During World War II, Palmer worked at the Government Code and Cypher School (GC&CS) at Bletchley Park, at the so-called Hut 4. Their work was the translation, interpretation and distribution of enemy messages.

A strong focus of Palmer's work was the Greek linguistics, and in particular the language and dating of the Mycenaean Linear B tablets. He also researched the pre-Greek languages in the Aegean Sea area, their origin and chronology. Palmer also wrote an influential historical and linguistic survey of the Latin language; he later followed this with a companion work on the Greek language, focusing on its development from Linear B and its evolution into multiple dialects throughout the Aegean region.

Palmer played a role in the controversies over the dating of archaeological finds from Minoan Crete, where he disagreed with the excavator, Sir Arthur Evans, and favoured a later date.[2]

In his book Descriptive & Comparative Linguistics (1972), among other things, he took issue with the Chomskian linguistics.

Proto-Greek studies

Palmer was one of the linguists who were investigating the theories that some unknown language or languages were spoken in prehistoric Greece before the settlement of Proto-Greek speakers in the area. So this is the question of an ancient linguistic Pre-Greek substrate in Greece. According to Palmer, this may have been one of the ancient Anatolian languages, perhaps a Luwian language.[3][4] He suggested that the language of Linear A might be Luwian on the basis of -ss- and -nd- (corresponding to -ss- and -nth- in mainland Greece) placenames being widespread in Western Anatolia.[5]

Honours

Palmer was elected Secretary and then President of the British Philological Society. He was also a corresponding member of the Deutsches Archäologisches Institut. In 1981, he received an honorary doctorate from the University of Innsbruck.

Publications

  • The Greek language (The Great languages) by Leonard Robert Palmer, 355 Pages, Published 1980 by Humanities Press ISBN 0-391-01203-7
  • Descriptive & Comparative Linguistics (Updated) A Critical Introduction (Studies in General Linguistics) by Leonard R. Palmer, Paperback, 430 Pages, Published 1979 by Faber & Faber ISBN 0-571-10690-0
  • The Latin Language. by Leonard Robert Palmer.

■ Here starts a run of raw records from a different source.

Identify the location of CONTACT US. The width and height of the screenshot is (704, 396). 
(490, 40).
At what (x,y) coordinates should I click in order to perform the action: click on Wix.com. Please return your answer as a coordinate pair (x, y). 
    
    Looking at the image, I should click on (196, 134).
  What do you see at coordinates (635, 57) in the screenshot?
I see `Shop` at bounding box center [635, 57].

Paperback, 372 Pages, Published 1988 by University Of Oklahoma Press. ISBN 0-8061-2136-X
  • New Guide to the Palace of Knossos. by Leonard R. Palmer, L.R Palmer Hardcover, 144 Pages, Published 1969 by Faber And Faber ISBN 0-571-08727-2
  • Leonard Robert Palmer, Interpretation of Mycenaean Greek Texts (Oxford University Press academic monograph reprints) ISBN 0198131445
  • Leonard Robert Palmer, On the Knossos tablets: The find-places of the Knossos tablets. Book, 1963. 251 p.
  • Leonard Robert Palmer, Mycenaeans and Minoans; Aegean prehistory in the light of the Linear B tablets. 2d rev. ed. 1965. 368 p
  • Leonard Robert Palmer, A grammar of the post-Ptolemaic papyri (15 editions published between 1945 and 1948)
  • Leonard Robert Palmer, The language of Homer (1962)
  • Leonard Robert Palmer, Aegean chronology (1984)
  • Palmer, L. R. (1958). "Luvian and Linear A". Transactions of the Philological Society. 57: 75–100. doi:10.1111/j.1467-968X.1958.tb01273.x.


References

  1. ^ "King's College London - People". www.kcl.ac.uk. Archived from the original on 6 May 2011.
  2. ^ OBITUARY: PROF LEONARD PALMER The Times, 29 August 1984
  3. ^ Mylonas, George E. (1962). "The Luvian Invasions of Greece". Hesperia. 31 (3). The American School of Classical Studies at Athens: 284–309. JSTOR 147122.
  4. ^ Palmer, L. R. (1958). "Luvian and Linear A". Transactions of the Philological Society. 57: 75–100. doi:10.1111/j.1467-968X.1958.tb01273.x.
  5. ^ Finkelberg, Margalit (2005). Greeks and Pre-Greeks: Aegean Prehistory and Greek Heroic Tradition. Cambridge. ISBN 978-0521107990, esp. 42–64. Reviewed in Beckman, Gary (January 2009). "Greeks and Pre-Greeks: Aegean Prehistory and Greek Heroic Tradition by Margalit Finkelberg". The Classical Journal. 104 (2). The Classical Association of the Middle West and South: 175–177. doi:10.1353/tcj.2008.0055. JSTOR 27750230. S2CID 245127624.